Well, it's the fact that Obama has proposed an expansion of this country's national service effort, a call to community service aimed at boosting this country's security by working to improve its infrastructure, do a better job educating its citizens, and help those citizens stay healthy. An Obama campaign document readily available on the Web, "The Blueprint for Change: Barack Obama's Plan for America," offers up additional details on the president-elect's community service proposal.

For Broun, that plan somehow translates into, as he noted in a Tuesday story from the Associated Press, "exactly what Hitler did in Nazi Germany, and ... exactly what the Soviet Union did. When he's (Obama) proposing to have a national security force that's answering to him, that's as strong as the U.S. military, he's showing me signs of being Marxist."

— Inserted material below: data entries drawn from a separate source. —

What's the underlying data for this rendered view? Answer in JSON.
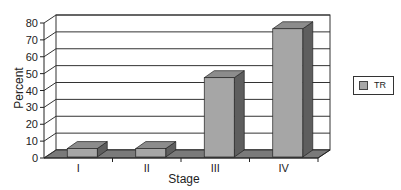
{
  "chart_data": {
    "type": "bar",
    "style": "3d-column",
    "title": "",
    "xlabel": "Stage",
    "ylabel": "Percent",
    "categories": [
      "I",
      "II",
      "III",
      "IV"
    ],
    "series": [
      {
        "name": "TR",
        "values": [
          5,
          5,
          47,
          76
        ]
      }
    ],
    "ylim": [
      0,
      80
    ],
    "yticks": [
      0,
      10,
      20,
      30,
      40,
      50,
      60,
      70,
      80
    ],
    "grid": true,
    "legend_position": "right"
  },
  "colors": {
    "bar_front": "#a6a6a6",
    "bar_top": "#8c8c8c",
    "bar_side": "#5e5e5e",
    "floor": "#7a7a7a",
    "grid": "#333333",
    "axis": "#222222"
  },
  "legend": {
    "label": "TR"
  }
}
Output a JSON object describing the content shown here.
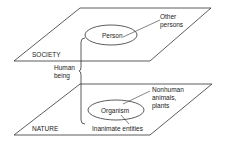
{
  "diagram": {
    "top_plane": {
      "label": "SOCIETY",
      "ellipse_label": "Person",
      "pointer_label_line1": "Other",
      "pointer_label_line2": "persons"
    },
    "bottom_plane": {
      "label": "NATURE",
      "ellipse_label": "Organism",
      "pointer_label_line1": "Nonhuman",
      "pointer_label_line2": "animals,",
      "pointer_label_line3": "plants",
      "bottom_label": "Inanimate entities"
    },
    "connector": {
      "label_line1": "Human",
      "label_line2": "being"
    }
  }
}
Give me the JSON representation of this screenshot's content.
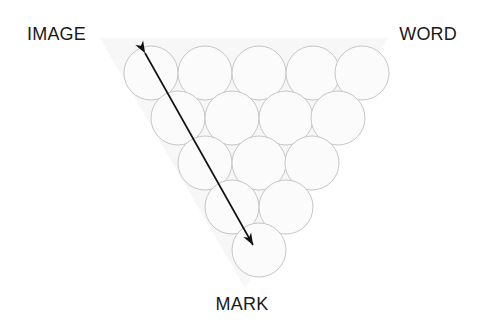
{
  "figure": {
    "background_color": "#ffffff",
    "labels": {
      "top_left": "IMAGE",
      "top_right": "WORD",
      "bottom": "MARK"
    },
    "triangle": {
      "orientation": "inverted",
      "fill_color": "#f7f7f7",
      "stroke_color": "none",
      "points": "100,38 388,38 245,288"
    },
    "circles": {
      "fill_color": "#fbfbfb",
      "stroke_color": "#c6c6c6",
      "stroke_width": 1,
      "radius": 27,
      "count": 15,
      "rows": [
        {
          "row": 1,
          "cy": 73,
          "cx": [
            151,
            205,
            259,
            313,
            362
          ]
        },
        {
          "row": 2,
          "cy": 118,
          "cx": [
            178,
            232,
            286,
            338
          ]
        },
        {
          "row": 3,
          "cy": 163,
          "cx": [
            205,
            259,
            312
          ]
        },
        {
          "row": 4,
          "cy": 207,
          "cx": [
            232,
            286
          ]
        },
        {
          "row": 5,
          "cy": 250,
          "cx": [
            259
          ]
        }
      ]
    },
    "arrow": {
      "color": "#111111",
      "stroke_width": 1.6,
      "double_headed": true,
      "start": {
        "x": 145,
        "y": 53
      },
      "end": {
        "x": 253,
        "y": 245
      }
    }
  }
}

Our congressman went on to say, "We can't be lulled into complacency. You have to remember that Adolf Hitler was elected in a democratic Germany. I'm not comparing him (Obama) to Adolf Hitler. What I'm saying is there is the potential of going down that road."

Congressman Broun was of course comparing Obama to Hitler, a comparison that his denial only served to reinforce. And then, Broun compounded his non-denial denial by subsequently offering a non-apology apology on an Augusta radio station, using the smarmy and ultimately meaningless line, "I apologize to anyone who has taken offense at that."